The Woman Who Wouldn’t Die by Colin Cotterill (Feb. 19, hardcover, $25, ISBN 978-1-61695-206-8). Dr. Siri Paiboun, recently retired as Laos’s coroner in the fall of 1978, looks into a bizarre case involving a witch dubbed the “used-to-be woman” because she’s alive and kicking two months after her corpse was put on a funeral pyre.
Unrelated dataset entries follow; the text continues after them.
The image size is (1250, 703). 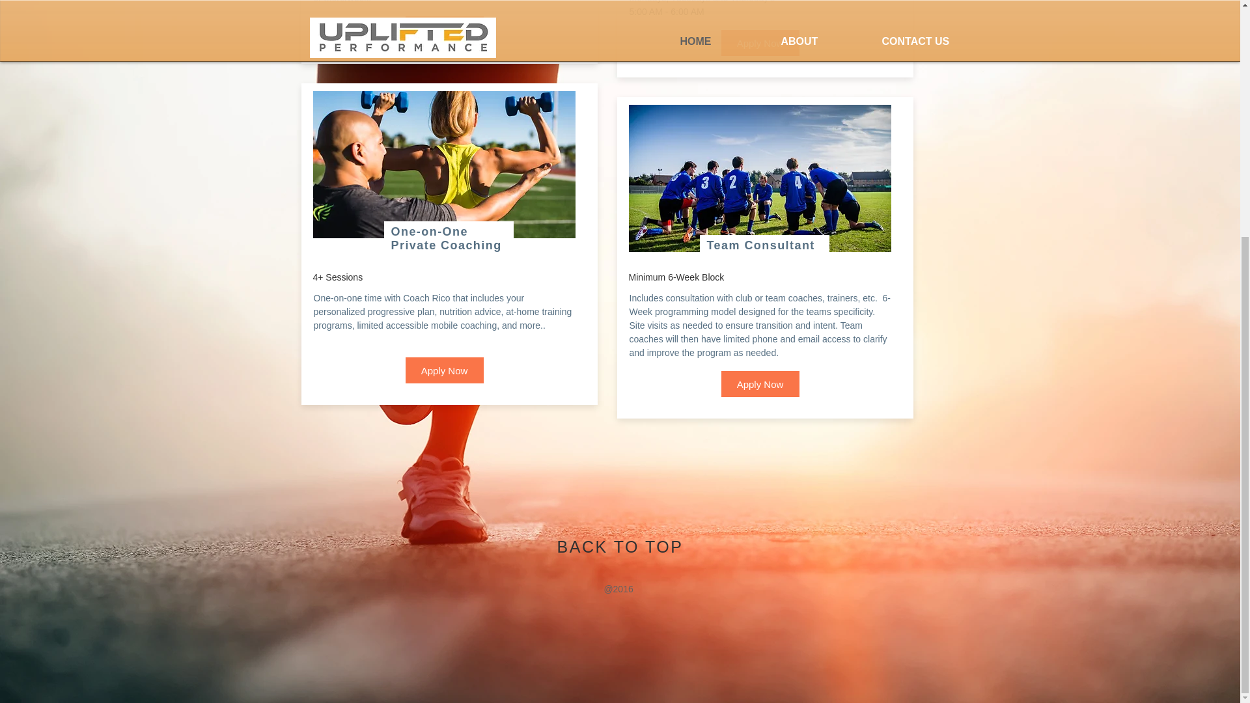 I want to click on Apply Now, so click(x=444, y=370).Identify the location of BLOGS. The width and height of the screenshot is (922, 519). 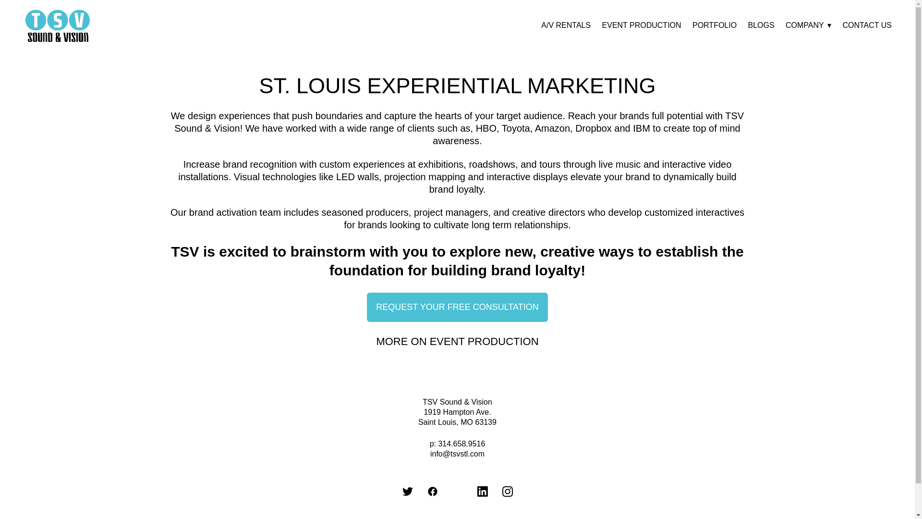
(761, 25).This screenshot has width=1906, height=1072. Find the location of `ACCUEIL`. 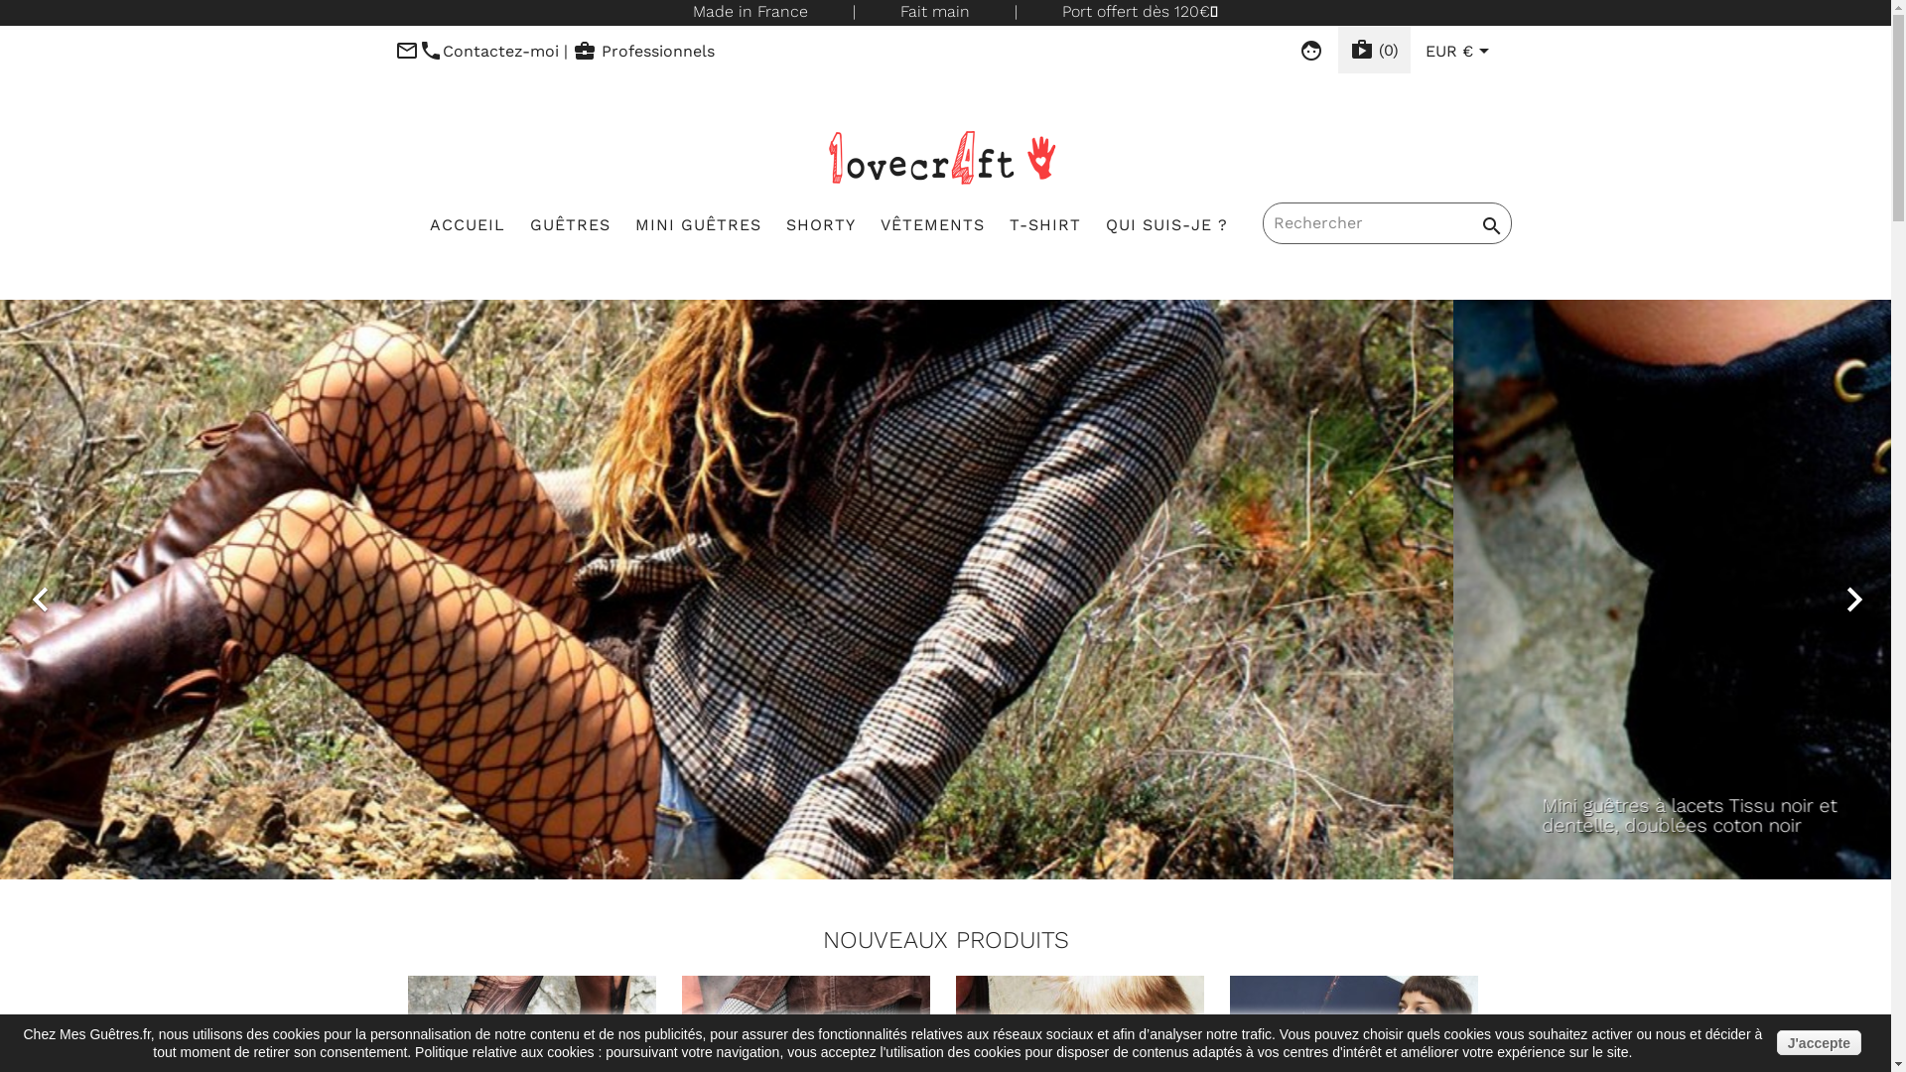

ACCUEIL is located at coordinates (468, 226).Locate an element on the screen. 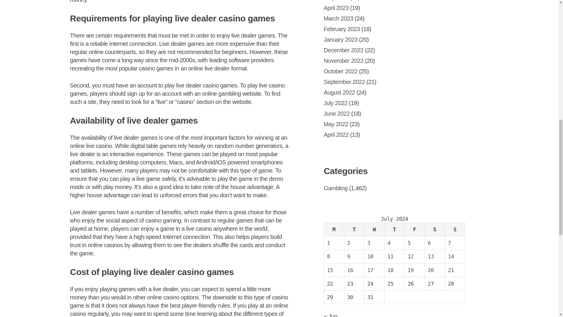 This screenshot has width=563, height=317. April 2022 is located at coordinates (336, 134).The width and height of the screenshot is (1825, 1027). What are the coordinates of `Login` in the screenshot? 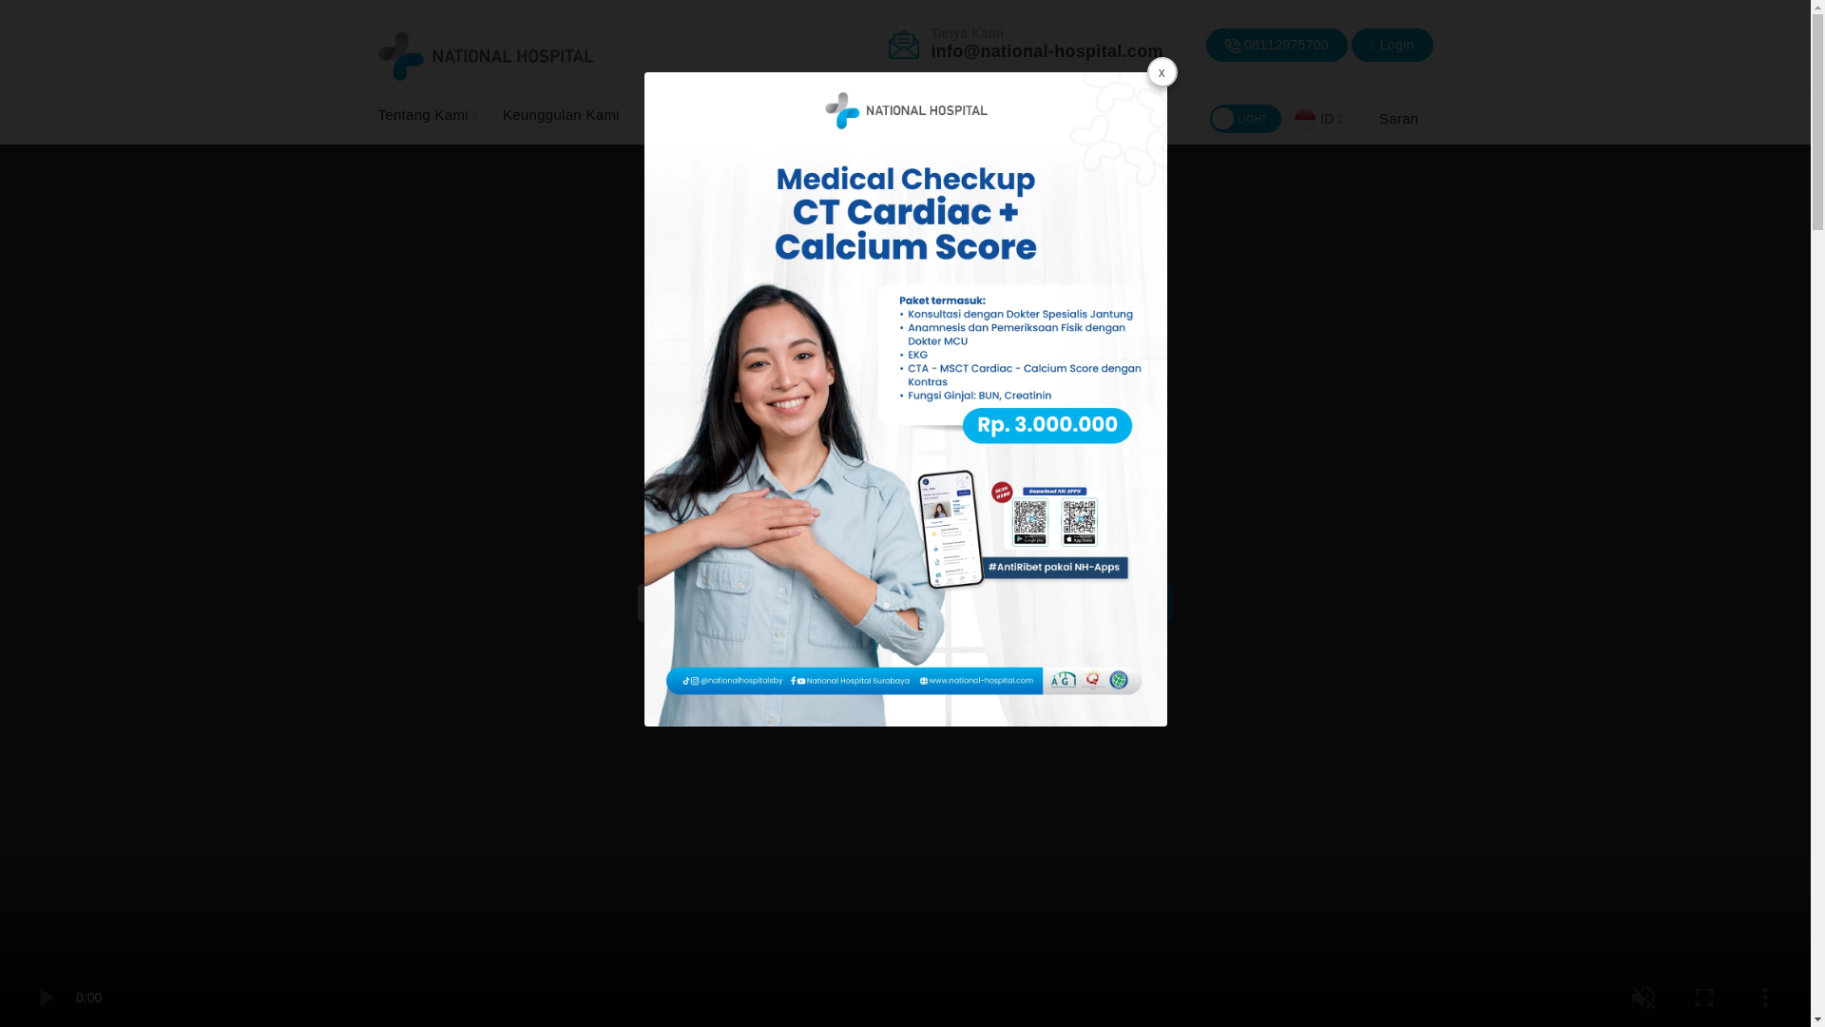 It's located at (1392, 45).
Murder Below Montparnasse by Cara Black (Mar. 5, hardcover, $25.95, ISBN 978-1-61695-215-0). A stolen painting, possibly a Modigliani, may offer a clue to Paris PI Aimée Leduc’s mysterious mother, who abandoned her at age eight.

Sphere

(dist. by IPG)

Murder by the Book by Susanna Gregory (Apr., hardcover, $26.95, ISBN 978-1-84744296-3). The 18th Matthew Bartholomew chronicle, set in 14th-century England, finds Cambridge University in turmoil over the opening of a new Common Library. Dead bodies and violent rumors capture the attentions of physician-cum-sleuth Bartholomew and Sheriff Tulyet.

Tyrus

(dist. by F+W MEDIA)

My Second Death by Lydia Cooper (Mar., hardcover, $24.95, ISBN 978-1-84744296-3). In this chilling debut, English grad student Michaela “Mickey” Brandis receives a message that leads her to a condemned house, where she finds a partially flayed male corpse. Mickey fears to call the police, since she once killed someone, albeit at age 10 and in self-defense.

Viking

A Delicate Truth by John le Carré (May 7, hardcover, $27.95, ISBN 978-0-670-01489-7). In 2008, a delicate counterterrorist operation, code-named Wildlife, is being mounted on the British crown colony of Gibraltar to capture and abduct a high-value jihadist arms buyer.